Robbert Flick is perhaps my favorite photgrapher right now. He has documented the modern American landscape through simple and honest compositions. He has done to urban sprawl and vast spaces what Ansel Adams did to Yellowstone. His early works have a minimal structure, void of any specificity, and are in themselves abstractions of certain elements, like a telephone pole in the middle of the desert or the corner of a cinder block wall. 







His more recent work focuses on Los Angeles. With no implicit intent, Flick took to the streets in order to capture the sprawling boulevards of a city whose arteries consist of 16-lane interstates and large avenues. He created long strands of continuous photographs by digitizing video which he shot from a moving car. The result is a grid-like assembly of specific frames depicting the vast expanse of Los Angeles. 
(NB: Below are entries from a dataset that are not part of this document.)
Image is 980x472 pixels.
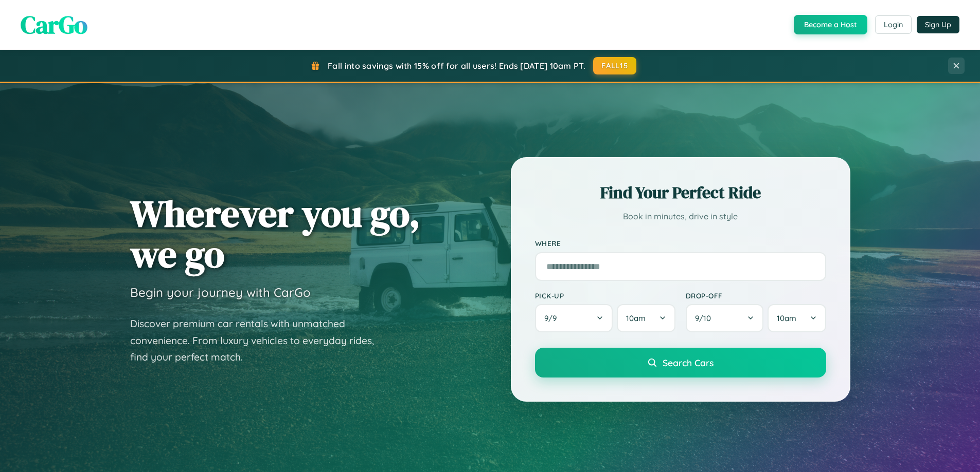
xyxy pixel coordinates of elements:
[617,304,675,333] button: 10am
[685,291,826,300] label: Drop-off
[875,15,912,34] button: Login
[130,284,311,300] h3: Begin your journey with CarGo
[663,357,714,369] span: Search Cars
[130,193,420,274] h1: Wherever you go, we go
[626,314,645,324] span: 10am
[685,304,764,333] button: 9/10
[535,209,826,224] p: Book in minutes, drive in style
[777,314,796,324] span: 10am
[917,16,959,33] button: Sign Up
[328,61,585,71] span: Fall into savings with 15% off for all users! Ends [DATE] 10am PT.
[535,182,826,204] h2: Find Your Perfect Ride
[794,15,867,34] button: Become a Host
[594,57,636,74] button: FALL15
[695,314,716,324] span: 9 / 10
[535,348,826,378] button: Search Cars
[535,291,675,300] label: Pick-up
[21,8,88,42] span: CarGo
[535,239,826,249] label: Where
[767,304,826,333] button: 10am
[535,304,614,333] button: 9/9
[130,315,387,366] p: Discover premium car rentals with unmatched convenience. From luxury vehicles to everyday rides, ...
[544,314,562,324] span: 9 / 9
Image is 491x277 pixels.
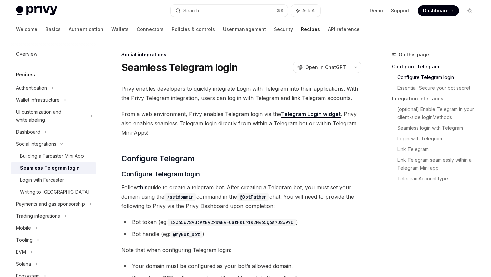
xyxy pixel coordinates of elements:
a: Overview [11,48,96,60]
a: Seamless login with Telegram [397,123,480,134]
a: Authentication [69,21,103,37]
div: Social integrations [121,51,361,58]
a: Demo [370,7,383,14]
li: Bot handle (eg: ) [121,230,361,239]
span: Note that when configuring Telegram login: [121,246,361,255]
div: Payments and gas sponsorship [16,200,85,208]
div: Trading integrations [16,212,60,220]
code: 1234567890:AzByCxDwEvFuGtHsIr1k2M4o5Q6s7U8w9Y0 [168,219,296,226]
li: Your domain must be configured as your bot’s allowed domain. [121,262,361,271]
a: Welcome [16,21,37,37]
div: Social integrations [16,140,56,148]
a: Basics [45,21,61,37]
a: Writing to [GEOGRAPHIC_DATA] [11,186,96,198]
a: API reference [328,21,360,37]
span: Follow guide to create a telegram bot. After creating a Telegram bot, you must set your domain us... [121,183,361,211]
a: Security [274,21,293,37]
div: Building a Farcaster Mini App [20,152,84,160]
a: Building a Farcaster Mini App [11,150,96,162]
span: On this page [399,51,429,59]
a: Dashboard [417,5,459,16]
span: Privy enables developers to quickly integrate Login with Telegram into their applications. With t... [121,84,361,103]
a: Wallets [111,21,129,37]
span: From a web environment, Privy enables Telegram login via the . Privy also enables seamless Telegr... [121,110,361,138]
div: Overview [16,50,37,58]
li: Bot token (eg: ) [121,218,361,227]
a: Link Telegram [397,144,480,155]
code: /setdomain [164,194,196,201]
div: Seamless Telegram login [20,164,80,172]
div: Mobile [16,224,31,232]
div: Login with Farcaster [20,176,64,184]
span: Configure Telegram [121,154,195,164]
a: this [138,184,148,191]
a: Recipes [301,21,320,37]
code: @MyBot_bot [170,231,202,238]
a: Support [391,7,409,14]
a: Connectors [137,21,164,37]
span: Open in ChatGPT [305,64,346,71]
a: [optional] Enable Telegram in your client-side loginMethods [397,104,480,123]
a: Link Telegram seamlessly within a Telegram Mini app [397,155,480,174]
div: Search... [183,7,202,15]
a: Configure Telegram login [397,72,480,83]
button: Search...⌘K [171,5,287,17]
div: Dashboard [16,128,40,136]
span: Ask AI [302,7,315,14]
a: Configure Telegram [392,61,480,72]
div: Writing to [GEOGRAPHIC_DATA] [20,188,89,196]
span: Dashboard [423,7,448,14]
button: Ask AI [291,5,320,17]
a: Essential: Secure your bot secret [397,83,480,93]
div: Tooling [16,236,33,244]
a: User management [223,21,266,37]
img: light logo [16,6,57,15]
a: Integration interfaces [392,93,480,104]
code: @BotFather [237,194,269,201]
span: ⌘ K [276,8,283,13]
button: Open in ChatGPT [293,62,350,73]
div: EVM [16,248,26,256]
a: TelegramAccount type [397,174,480,184]
a: Telegram Login widget [281,111,341,118]
div: Wallet infrastructure [16,96,60,104]
button: Toggle dark mode [464,5,475,16]
h1: Seamless Telegram login [121,61,238,73]
a: Login with Farcaster [11,174,96,186]
div: UI customization and whitelabeling [16,108,86,124]
div: Authentication [16,84,47,92]
a: Policies & controls [172,21,215,37]
span: Configure Telegram login [121,170,200,179]
a: Login with Telegram [397,134,480,144]
a: Seamless Telegram login [11,162,96,174]
div: Solana [16,260,31,268]
h5: Recipes [16,71,35,79]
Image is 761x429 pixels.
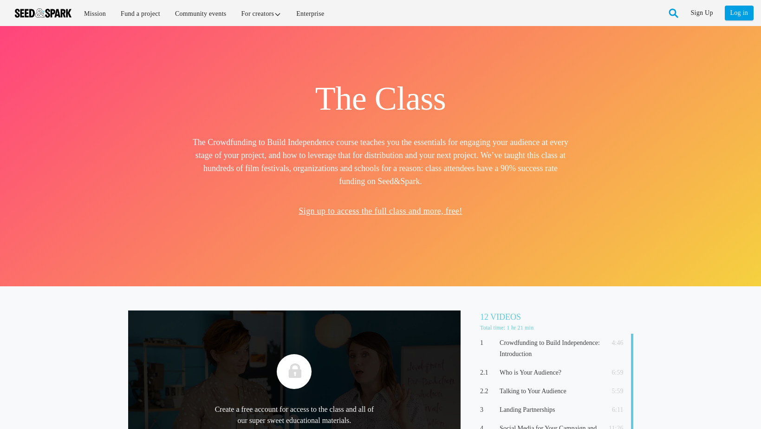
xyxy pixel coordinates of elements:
h1: The Class [193,78,569,119]
img: Seed amp; Spark [15,8,72,18]
p: Landing Partnerships [500,404,600,415]
a: Community events [169,4,233,24]
p: Total time: 1 hr 21 min [480,323,633,332]
p: 1 [480,337,496,348]
a: Sign up to access the full class and more, free! [299,206,462,215]
p: 6:11 [604,404,623,415]
a: Enterprise [290,4,331,24]
p: 2.1 [480,367,496,378]
a: Fund a project [114,4,167,24]
p: 2.2 [480,385,496,397]
a: Mission [78,4,112,24]
h5: The Crowdfunding to Build Independence course teaches you the essentials for engaging your audien... [193,136,569,188]
p: 6:59 [604,367,623,378]
p: 3 [480,404,496,415]
p: 4:46 [604,337,623,348]
a: Log in [725,6,754,20]
h5: 12 Videos [480,310,633,323]
p: Talking to Your Audience [500,385,600,397]
a: For creators [235,4,288,24]
a: Sign Up [691,6,713,20]
p: Create a free account for access to the class and all of our super sweet educational materials. [211,404,378,426]
p: 5:59 [604,385,623,397]
p: Crowdfunding to Build Independence: Introduction [500,337,600,359]
p: Who is Your Audience? [500,367,600,378]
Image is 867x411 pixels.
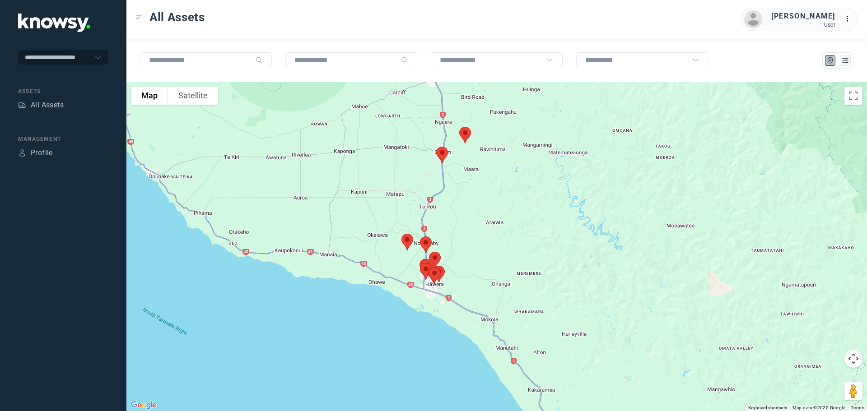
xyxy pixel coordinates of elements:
button: Show street map [131,87,168,105]
div: : [845,14,855,26]
button: Keyboard shortcuts [748,405,787,411]
div: Assets [18,87,108,95]
button: Show satellite imagery [168,87,218,105]
img: Application Logo [18,14,90,32]
div: Assets [18,101,26,109]
a: Open this area in Google Maps (opens a new window) [129,400,159,411]
div: Profile [18,149,26,157]
button: Toggle fullscreen view [845,87,863,105]
div: All Assets [31,100,64,111]
a: AssetsAll Assets [18,100,64,111]
span: All Assets [150,9,205,25]
img: Google [129,400,159,411]
div: Search [401,56,408,64]
a: ProfileProfile [18,148,53,159]
div: Management [18,135,108,143]
div: User [771,22,836,28]
tspan: ... [845,15,854,22]
button: Drag Pegman onto the map to open Street View [845,383,863,401]
div: Toggle Menu [136,14,142,20]
div: Search [256,56,263,64]
div: : [845,14,855,24]
div: [PERSON_NAME] [771,11,836,22]
div: Profile [31,148,53,159]
button: Map camera controls [845,350,863,368]
span: Map data ©2025 Google [793,406,846,411]
img: avatar.png [744,10,762,28]
div: List [841,56,850,65]
div: Map [827,56,835,65]
a: Terms (opens in new tab) [851,406,864,411]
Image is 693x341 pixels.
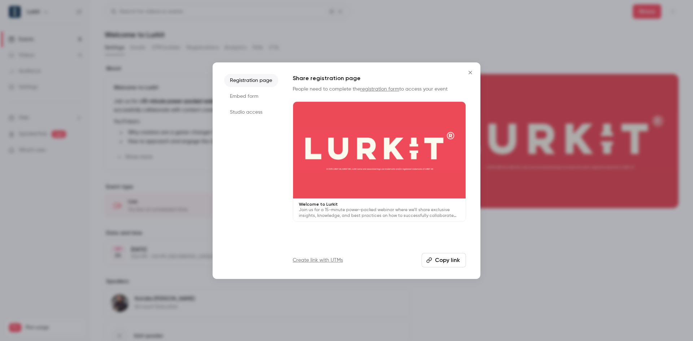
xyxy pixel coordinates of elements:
button: Copy link [421,253,466,267]
li: Studio access [224,106,278,119]
h1: Share registration page [293,74,466,83]
p: Join us for a 15-minute power-packed webinar where we’ll share exclusive insights, knowledge, and... [299,207,460,219]
p: Welcome to Lurkit [299,201,460,207]
a: Welcome to LurkitJoin us for a 15-minute power-packed webinar where we’ll share exclusive insight... [293,101,466,222]
li: Embed form [224,90,278,103]
a: registration form [360,87,399,92]
p: People need to complete the to access your event [293,85,466,93]
button: Close [463,65,477,80]
a: Create link with UTMs [293,256,343,264]
li: Registration page [224,74,278,87]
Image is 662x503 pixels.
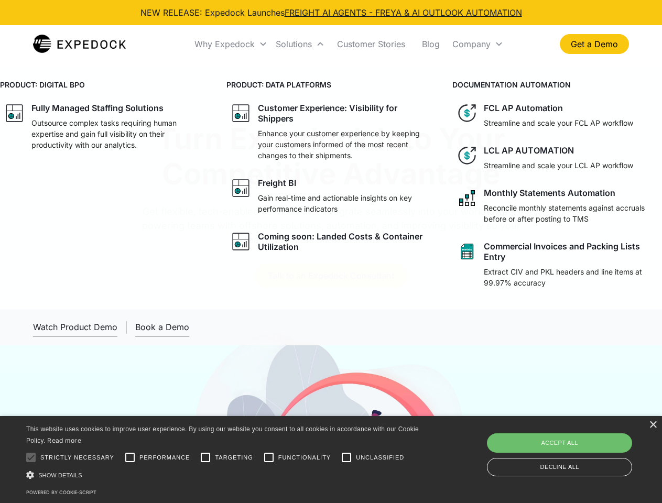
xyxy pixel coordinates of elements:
[457,241,478,262] img: sheet icon
[38,472,82,479] span: Show details
[227,79,436,90] h4: PRODUCT: DATA PLATFORMS
[453,184,662,229] a: network like iconMonthly Statements AutomationReconcile monthly statements against accruals befor...
[448,26,508,62] div: Company
[31,103,164,113] div: Fully Managed Staffing Solutions
[47,437,81,445] a: Read more
[484,188,616,198] div: Monthly Statements Automation
[484,117,633,128] p: Streamline and scale your FCL AP workflow
[258,192,432,214] p: Gain real-time and actionable insights on key performance indicators
[33,34,126,55] a: home
[560,34,629,54] a: Get a Demo
[139,454,190,462] span: Performance
[40,454,114,462] span: Strictly necessary
[484,266,658,288] p: Extract CIV and PKL headers and line items at 99.97% accuracy
[195,39,255,49] div: Why Expedock
[488,390,662,503] iframe: Chat Widget
[356,454,404,462] span: Unclassified
[135,322,189,332] div: Book a Demo
[231,103,252,124] img: graph icon
[484,160,633,171] p: Streamline and scale your LCL AP workflow
[278,454,331,462] span: Functionality
[227,99,436,165] a: graph iconCustomer Experience: Visibility for ShippersEnhance your customer experience by keeping...
[453,99,662,133] a: dollar iconFCL AP AutomationStreamline and scale your FCL AP workflow
[453,39,491,49] div: Company
[215,454,253,462] span: Targeting
[26,490,96,496] a: Powered by cookie-script
[272,26,329,62] div: Solutions
[457,188,478,209] img: network like icon
[227,174,436,219] a: graph iconFreight BIGain real-time and actionable insights on key performance indicators
[258,128,432,161] p: Enhance your customer experience by keeping your customers informed of the most recent changes to...
[453,79,662,90] h4: DOCUMENTATION AUTOMATION
[31,117,206,150] p: Outsource complex tasks requiring human expertise and gain full visibility on their productivity ...
[484,241,658,262] div: Commercial Invoices and Packing Lists Entry
[141,6,522,19] div: NEW RELEASE: Expedock Launches
[285,7,522,18] a: FREIGHT AI AGENTS - FREYA & AI OUTLOOK AUTOMATION
[414,26,448,62] a: Blog
[484,103,563,113] div: FCL AP Automation
[329,26,414,62] a: Customer Stories
[33,34,126,55] img: Expedock Logo
[33,318,117,337] a: open lightbox
[26,470,423,481] div: Show details
[227,227,436,256] a: graph iconComing soon: Landed Costs & Container Utilization
[135,318,189,337] a: Book a Demo
[484,145,574,156] div: LCL AP AUTOMATION
[276,39,312,49] div: Solutions
[457,145,478,166] img: dollar icon
[4,103,25,124] img: graph icon
[258,231,432,252] div: Coming soon: Landed Costs & Container Utilization
[258,103,432,124] div: Customer Experience: Visibility for Shippers
[190,26,272,62] div: Why Expedock
[484,202,658,224] p: Reconcile monthly statements against accruals before or after posting to TMS
[453,141,662,175] a: dollar iconLCL AP AUTOMATIONStreamline and scale your LCL AP workflow
[231,178,252,199] img: graph icon
[33,322,117,332] div: Watch Product Demo
[457,103,478,124] img: dollar icon
[26,426,419,445] span: This website uses cookies to improve user experience. By using our website you consent to all coo...
[231,231,252,252] img: graph icon
[453,237,662,293] a: sheet iconCommercial Invoices and Packing Lists EntryExtract CIV and PKL headers and line items a...
[258,178,296,188] div: Freight BI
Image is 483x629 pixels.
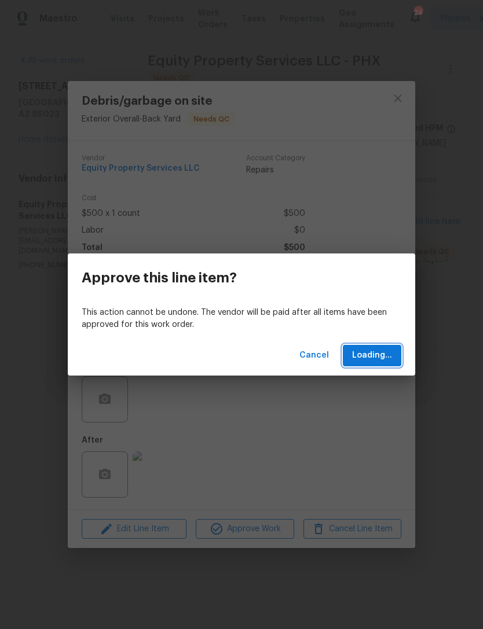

Here's an excerpt from the Flintridge Foundation website:

His early black and white photos depicted the stark expanses of Midwestern landscapes and the striking architectural geometries of an Inglewood parking garage near his studio. In 1979, for a documentary project on the city, Flick abandoned the single frame image for a framework that would re-conceptualize L.A.'s vast and diverse topography. He shot sequential views of streets and neighborhoods, arranging many single photographs into a grid. Flick continues to investigate Southern California, constructing panoramic composites of cityscapes, desert, sea and canyons. In 1990 he shifted to a video camera, mounting it in his van. This allowed him to take "long continuous sweeps ... following predetermined trajectories or by systematically rendering parallel streets." Flick digitizes selected frames, creating bands of interlocking images which, when printed are "a collection of visual textures and phenomena" that capture the "visual complexities and simultaneities of the Southern California metropolitan area."




All in all, his work has been very influential to me. The simple, honest beauty of his work is an aesthetic which I admire and try to emulate. Flick is a professor of fine arts at USC, and I'm looking forward to his new projects.